Friday, November 5, 2010

Space and Control

The 5 projects in this season Trajectory/Divergence: A collaboration a working in various degrees with controlled and uncontrolled spaces. One group is outside the school cafe, and so is constantly beset by traffic, noise, and significant interferences both natural and manmade that are beyond their control. Bridget and I have chosen to work in the Postgrad Studio, a space that is essentially a theatre - a controlled space in theory.

What do we receive from a space and what does it give us? How do the natural idiosyncrasies of a space inform the work? The architecture is an easy one, it is fixed. Our design has evolved from the intersection between the story and the space - its textures, its shape, the lighting grid, the size of it. We've chosen to highlight the lighting grid, rather than make it disappear into blackness as is the theatre standard.

But more challenging is the question of how to work with the surprises of a space, without knowing what they might be? We are coming up against the elements we cant control - the leaks in the building that drip down the walls, or onto the stage. The dance show bumping in next door, with its deep groaning soundscape and electro beats pumping through the walls.

Who does it throw off, the performers or the audience? Intrusions into our secluded space are more violent than intrusions into the seemingly uncontrolled space. Is it a question of audience expectation? When we work in a theatre (and Bridget and I have purposefully chosen to stage the work in a theatre), how can we create a work that welcomes intrusion?

How can a fault not scream as a fault? Perhaps it is in the way we consider structuring scenes, and finding the essential core of each 'scene' (for want of a better word) and awakening the performers to be ready to find that core anew and in the moment. Yes, this is part of the craft of acting, but the actor is trained to rely on certain constants so that others can be live.

Rehearsal builds assumptions, and it is part of the director/facilitators role to question these assumptions. Can we make with no assumptions? For us, the story has been the primary one. The sequence of action. By assumptions, I think I'm actually refering to a framework.

My father is training to be a pilot. He knows how the plane works, he is learning the local routes and how to navigate by sight, not using instruments. Now he's moving into emergency training, where his teacher/co-pilot will make him detour at any point, quickly rerouting his course so that he can make it safely to his destination. He must revist his map, make quick decisions based on his knowledge of the weather conditions, the plane's mechanics and the coordinates of his destination, and plot a new path.

Perhaps somewhere in there is the model for building a theatre piece. To equip performers with the skills, the dexterity, the knowledge, the instinct to make it work. Or perhaps we need to start our rehearsals in the wild. Perhaps then stay in the wild. Do we build a safe laboratory or do we experiment in the wilderness?

Wednesday, November 3, 2010

Big shifts

Moving into show week, the piece has benefited from a choice harvest of the past three weeks' work.
We ended week three with a whopping 38min showing that told two thirds of the story of The Pigeon's Bride. Not 38min of gold, but 38min of ideas that each need space and focus to be developed and refined.
With the parameter of a 15 to 20min timeframe, we had to make a big shift. A downsizing. With a huge array of possibilities thrown onto the table, Bridget and I realised we had a climax half way through that we hadn't quite topped. Weaving material from later in the play into the early sections, and adding in a little bridging scene, we've trimmed it down to 20 minutes on the dot.

We've also had the set back of two actors injuring themselves outside this work. As one found his feet again after a severely bruised heel and a fractured wrist, the other woke up this morning to a neck spasm that could continue for a few days. This has meant I've been jumping in and out of the work, during this important formative stage of the piece as production elements and big cuts and changes happen thick and fast.

What's been useful?
- Separation of roles: when am I performer and when am I an initiating artist? What roles do I need to give over, and how do we make that clear before we start work? There must be a time for directing and a time for performing.
- Trust. Taking notes from a colleague and not trying to direct from the inside is an exercise in trust that performers undergo every day.
- Having stepped in and out of performing during the rehearsals, the leap hasn't been too big for me or the group. Some of the information is already in my body, but I've had to 'find' alot through doing. There is so much that a performer does that a director doesn't see, though we certainly notice when its gone.
- Having the injured performers watching the work (where possible), helping me find the performance without taking all the director's focus as we try and move the work forward.
- Being a potentially birdish looking boy.

I'm fascinated by the pattern of characters looking/dressing like their directors. Now I understand why...

But with all that, keeping the ensemble alive has been a challenge. Production week, as always, brings actors into the mechanics of performance - cues, setting props, volume, light, safety - so tomorrow, as we open our exploration up to a live audience, we will bring the work back to story. Discovery, revelation, the interplay of conflicting energies that is the stuff of storytelling. For an hour we will step away from 'doing the play' and bring our focus to 'discovering the play'.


> [TRY IT]: Go through the records and restate them word for word, omitting images.
■ ■ ■ ■
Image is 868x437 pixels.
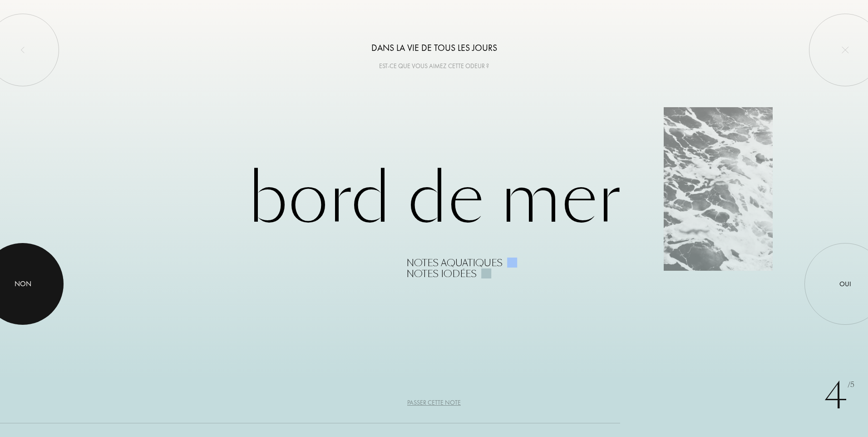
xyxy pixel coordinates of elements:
[840,279,851,289] div: Oui
[406,257,503,268] div: Notes aquatiques
[15,278,31,289] div: Non
[406,268,477,280] div: Notes iodées
[842,46,849,53] img: quit_onboard.svg
[407,398,461,407] div: Passer cette note
[824,369,855,423] div: 4
[19,46,26,53] img: left_onboard.svg
[848,380,855,391] span: /5
[87,157,781,280] div: Bord de Mer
■ ■ ■ ■
> [ANSWER SPACE]:
Image is 868x437 pixels.
xyxy pixel coordinates of elements:
[840,279,851,289] div: Oui
[406,257,503,268] div: Notes aquatiques
[15,278,31,289] div: Non
[406,268,477,280] div: Notes iodées
[842,46,849,53] img: quit_onboard.svg
[407,398,461,407] div: Passer cette note
[824,369,855,423] div: 4
[19,46,26,53] img: left_onboard.svg
[848,380,855,391] span: /5
[87,157,781,280] div: Bord de Mer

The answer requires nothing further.